I will oblige the prime minister and follow his advice, admiring the memorial to Dom Mintoff in Castille Place not as a monument to the past but as a monument to the present and the future.

If journalism is my wife, history is my mistress. And I don’t publicly indulge in my thing on the side. I won’t here make an appraisal of Dom Mintoff and I can’t be arsed to dispute whether he’s deserving of a monument or not. It’s there. It’s not going to go away. And in 10 year’s time people are still going to know what it’s for as they wonder how a marble confection that looks like a Greek god had a shit there and the black staircase to suicide some metres in the background happened to fall about the place.

So I will instead assess Mintoff’s statue as a memorial to the present and the future under the party he founded.

The Mintoff memorial is erected to honour corruption in politics. Government ministers are personally involved in schemes to make money out of public policy and in one form or another they are made silent partners and revenue earners in the procurement they personally secure out of their office. They insist on appearing as negotiators and personally sign deals with outsiders in smoke filled rooms. Some ministers are more powerful than others. The honest politicians dare not stand up to the rotten and corrupt because they are protected by the boss.

The Mintoff memorial is erected to honour insane external relations. Friendships with dictators and kleptocrats are prioritised over sensible policies with natural allies and partners. Photo-opportunities with the most brutal regimes are relished and the embarrassment they create for governments forced to pretend to be our friends is a cause for sadistic pleasure. The reputation and access of the country is placed at the service of these regimes and their crimes are covered up by our friendship.

The Mintoff memorial is erected to honour short-term economic policy. With no diversification, no innovation, no investment in infrastructure, no efficiency gains in public services, no planning for sustainable social services, no improvement to health services, no reduction in public sector numbers, and no control on expenditure. And instead with corrupt public procurement, wasteful subsidisation, rampant clientelism in recruitment, political mass-engagements of untrained employees, management by persons of trust rather than persons of competence, massive political discrimination, and under-utilisation of resources perceived as disloyal.

The Mintoff memorial is erected in honour of politicised policing. Law enforcement is coloured by the political fealty of the person concerned. The crimes of ministers and the politically favoured are overlooked. Dissidents are harassed and intimidated. Tax enforcement, planning enforcement, licensing and permitting are tools to promote the loyal and hurt the objectors. Enforcement is discriminatory and uniformed prejudice is tribal. Crime and policing form alliances of convenience against the common enemy: the honest and true.

The Mintoff memorial is erected in honour of indiscriminate development. Concrete is favoured over soil. Mediocrity over discernment. More is preferred over better. Historical sites are wantonly destroyed whilst memorials to a mythical socialist golden age are preserved for posterity. A tight alliance is formed with road builders, cement mixers, quarry masters and property realtors to make money today and leave tomorrow’s problems to others.

The Mintoff memorial is erected in honour of a proletarianisation of culture: the renewal of Ġensna and Warda Kanta in Valletta 2018. Jason Micallef embodies culture which is understood to mean imported circuses, fire eating and sword swallowing and the din of zealots and harlots. A culture where the protection of free speech is undesirable and compliance with the regime is compulsory.

The Mintoff memorial is erected in honour of political isolation from institutions that uphold democracy and freedom. The Council of Europe’s investigations are ignored. The European Parliament’s resolutions are give the cold shoulder. The country’s own version of rights and freedoms held as a higher standard than that of the rest of the world.

The Mintoff memorial is erected in honour of violence and intimidation of opposition. Journalists are harassed and intimidated, their relatives publicly humiliated and attacked, their safety ignored when not positively endangered, their sources blackmailed or imprisoned. The international press is shut out, their questions unanswered, their reporting mocked, their motivations ridiculed. 

The Mintoff memorial is erected in honour of people killed in their line of duty as they are wiped off the path chosen by the government against any resistance.

Truly as Joseph Muscat said, the Dom Mintoff days are in the present. And, as he would have it, in our future.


= PROBLEM =
Repeat these records exactly, pictures excluded.

[Component data from apps and pages]
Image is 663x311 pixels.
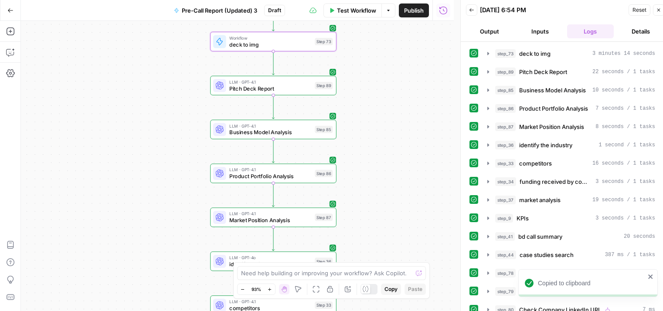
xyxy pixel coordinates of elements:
[169,3,262,17] button: Pre-Call Report (Updated) 3
[482,230,660,244] button: 20 seconds
[495,86,516,95] span: step_85
[482,138,660,152] button: 1 second / 1 tasks
[495,177,516,186] span: step_34
[520,177,592,186] span: funding received by competitors
[384,286,398,293] span: Copy
[399,3,429,17] button: Publish
[520,251,574,259] span: case studies search
[482,266,660,280] button: 6 ms
[482,248,660,262] button: 387 ms / 1 tasks
[229,216,312,224] span: Market Position Analysis
[315,38,333,45] div: Step 73
[229,85,312,93] span: Pitch Deck Report
[592,50,655,58] span: 3 minutes 14 seconds
[495,251,516,259] span: step_44
[229,122,312,129] span: LLM · GPT-4.1
[592,86,655,94] span: 10 seconds / 1 tasks
[519,68,567,76] span: Pitch Deck Report
[182,6,257,15] span: Pre-Call Report (Updated) 3
[519,196,561,204] span: market analysis
[495,49,516,58] span: step_73
[482,193,660,207] button: 19 seconds / 1 tasks
[268,7,281,14] span: Draft
[519,141,572,150] span: identify the industry
[595,214,655,222] span: 3 seconds / 1 tasks
[315,126,333,133] div: Step 85
[482,211,660,225] button: 3 seconds / 1 tasks
[605,251,655,259] span: 387 ms / 1 tasks
[482,47,660,61] button: 3 minutes 14 seconds
[519,159,552,168] span: competitors
[519,49,551,58] span: deck to img
[482,65,660,79] button: 22 seconds / 1 tasks
[482,120,660,134] button: 8 seconds / 1 tasks
[517,214,529,223] span: KPIs
[632,6,646,14] span: Reset
[624,233,655,241] span: 20 seconds
[592,160,655,167] span: 16 seconds / 1 tasks
[315,82,333,89] div: Step 89
[495,68,516,76] span: step_89
[229,167,312,173] span: LLM · GPT-4.1
[272,183,275,207] g: Edge from step_86 to step_87
[495,196,516,204] span: step_37
[210,252,337,271] div: LLM · GPT-4oidentify the industryStep 36
[629,4,650,16] button: Reset
[381,284,401,295] button: Copy
[495,141,516,150] span: step_36
[404,6,424,15] span: Publish
[592,68,655,76] span: 22 seconds / 1 tasks
[405,284,426,295] button: Paste
[210,120,337,139] div: LLM · GPT-4.1Business Model AnalysisStep 85
[229,211,312,217] span: LLM · GPT-4.1
[519,122,584,131] span: Market Position Analysis
[482,102,660,116] button: 7 seconds / 1 tasks
[519,86,586,95] span: Business Model Analysis
[229,299,312,305] span: LLM · GPT-4.1
[519,104,588,113] span: Product Portfolio Analysis
[315,214,333,221] div: Step 87
[315,258,333,265] div: Step 36
[210,164,337,184] div: LLM · GPT-4.1Product Portfolio AnalysisStep 86
[495,232,515,241] span: step_41
[272,7,275,31] g: Edge from start to step_73
[518,232,562,241] span: bd call summary
[466,24,513,38] button: Output
[495,104,516,113] span: step_86
[595,105,655,112] span: 7 seconds / 1 tasks
[210,76,337,95] div: LLM · GPT-4.1Pitch Deck ReportStep 89
[519,269,592,278] span: Check LinkedIn Profile URL
[495,122,516,131] span: step_87
[495,287,516,296] span: step_79
[538,279,645,288] div: Copied to clipboard
[229,35,312,41] span: Workflow
[210,32,337,51] div: Workflowdeck to imgStep 73
[272,139,275,163] g: Edge from step_85 to step_86
[592,196,655,204] span: 19 seconds / 1 tasks
[229,260,312,269] span: identify the industry
[482,156,660,170] button: 16 seconds / 1 tasks
[482,83,660,97] button: 10 seconds / 1 tasks
[229,41,312,49] span: deck to img
[482,175,660,189] button: 3 seconds / 1 tasks
[272,51,275,75] g: Edge from step_73 to step_89
[252,286,261,293] span: 93%
[595,123,655,131] span: 8 seconds / 1 tasks
[210,208,337,228] div: LLM · GPT-4.1Market Position AnalysisStep 87
[323,3,381,17] button: Test Workflow
[337,6,376,15] span: Test Workflow
[567,24,614,38] button: Logs
[229,172,312,180] span: Product Portfolio Analysis
[648,273,654,280] button: close
[229,78,312,85] span: LLM · GPT-4.1
[408,286,422,293] span: Paste
[315,302,333,309] div: Step 33
[272,227,275,251] g: Edge from step_87 to step_36
[517,24,564,38] button: Inputs
[495,214,513,223] span: step_9
[315,170,333,177] div: Step 86
[229,128,312,136] span: Business Model Analysis
[229,255,312,261] span: LLM · GPT-4o
[482,285,660,299] button: 8 ms
[495,269,516,278] span: step_78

= RESULT OF THIS EXERCISE =
Image is 663x311 pixels.
xyxy pixel coordinates of elements:
[169,3,262,17] button: Pre-Call Report (Updated) 3
[482,230,660,244] button: 20 seconds
[495,86,516,95] span: step_85
[482,138,660,152] button: 1 second / 1 tasks
[495,177,516,186] span: step_34
[520,177,592,186] span: funding received by competitors
[384,286,398,293] span: Copy
[399,3,429,17] button: Publish
[520,251,574,259] span: case studies search
[482,266,660,280] button: 6 ms
[482,248,660,262] button: 387 ms / 1 tasks
[229,216,312,224] span: Market Position Analysis
[315,38,333,45] div: Step 73
[229,85,312,93] span: Pitch Deck Report
[592,50,655,58] span: 3 minutes 14 seconds
[495,251,516,259] span: step_44
[229,122,312,129] span: LLM · GPT-4.1
[592,86,655,94] span: 10 seconds / 1 tasks
[519,68,567,76] span: Pitch Deck Report
[182,6,257,15] span: Pre-Call Report (Updated) 3
[519,196,561,204] span: market analysis
[495,49,516,58] span: step_73
[482,193,660,207] button: 19 seconds / 1 tasks
[268,7,281,14] span: Draft
[519,141,572,150] span: identify the industry
[595,214,655,222] span: 3 seconds / 1 tasks
[315,126,333,133] div: Step 85
[482,211,660,225] button: 3 seconds / 1 tasks
[605,251,655,259] span: 387 ms / 1 tasks
[482,47,660,61] button: 3 minutes 14 seconds
[519,159,552,168] span: competitors
[519,49,551,58] span: deck to img
[482,65,660,79] button: 22 seconds / 1 tasks
[482,120,660,134] button: 8 seconds / 1 tasks
[517,214,529,223] span: KPIs
[632,6,646,14] span: Reset
[624,233,655,241] span: 20 seconds
[592,160,655,167] span: 16 seconds / 1 tasks
[315,82,333,89] div: Step 89
[495,68,516,76] span: step_89
[229,167,312,173] span: LLM · GPT-4.1
[272,183,275,207] g: Edge from step_86 to step_87
[495,196,516,204] span: step_37
[210,252,337,271] div: LLM · GPT-4oidentify the industryStep 36
[629,4,650,16] button: Reset
[381,284,401,295] button: Copy
[495,141,516,150] span: step_36
[404,6,424,15] span: Publish
[592,68,655,76] span: 22 seconds / 1 tasks
[405,284,426,295] button: Paste
[210,120,337,139] div: LLM · GPT-4.1Business Model AnalysisStep 85
[229,211,312,217] span: LLM · GPT-4.1
[519,122,584,131] span: Market Position Analysis
[482,102,660,116] button: 7 seconds / 1 tasks
[519,86,586,95] span: Business Model Analysis
[229,299,312,305] span: LLM · GPT-4.1
[519,104,588,113] span: Product Portfolio Analysis
[315,214,333,221] div: Step 87
[315,258,333,265] div: Step 36
[210,164,337,184] div: LLM · GPT-4.1Product Portfolio AnalysisStep 86
[495,232,515,241] span: step_41
[272,7,275,31] g: Edge from start to step_73
[518,232,562,241] span: bd call summary
[466,24,513,38] button: Output
[495,104,516,113] span: step_86
[595,105,655,112] span: 7 seconds / 1 tasks
[210,76,337,95] div: LLM · GPT-4.1Pitch Deck ReportStep 89
[519,269,592,278] span: Check LinkedIn Profile URL
[495,122,516,131] span: step_87
[495,287,516,296] span: step_79
[538,279,645,288] div: Copied to clipboard
[229,35,312,41] span: Workflow
[210,32,337,51] div: Workflowdeck to imgStep 73
[272,139,275,163] g: Edge from step_85 to step_86
[592,196,655,204] span: 19 seconds / 1 tasks
[229,260,312,269] span: identify the industry
[482,156,660,170] button: 16 seconds / 1 tasks
[482,83,660,97] button: 10 seconds / 1 tasks
[229,41,312,49] span: deck to img
[482,175,660,189] button: 3 seconds / 1 tasks
[272,51,275,75] g: Edge from step_73 to step_89
[252,286,261,293] span: 93%
[595,123,655,131] span: 8 seconds / 1 tasks
[210,208,337,228] div: LLM · GPT-4.1Market Position AnalysisStep 87
[323,3,381,17] button: Test Workflow
[337,6,376,15] span: Test Workflow
[567,24,614,38] button: Logs
[229,172,312,180] span: Product Portfolio Analysis
[648,273,654,280] button: close
[229,78,312,85] span: LLM · GPT-4.1
[408,286,422,293] span: Paste
[315,302,333,309] div: Step 33
[272,227,275,251] g: Edge from step_87 to step_36
[517,24,564,38] button: Inputs
[495,214,513,223] span: step_9
[315,170,333,177] div: Step 86
[229,128,312,136] span: Business Model Analysis
[229,255,312,261] span: LLM · GPT-4o
[482,285,660,299] button: 8 ms
[495,269,516,278] span: step_78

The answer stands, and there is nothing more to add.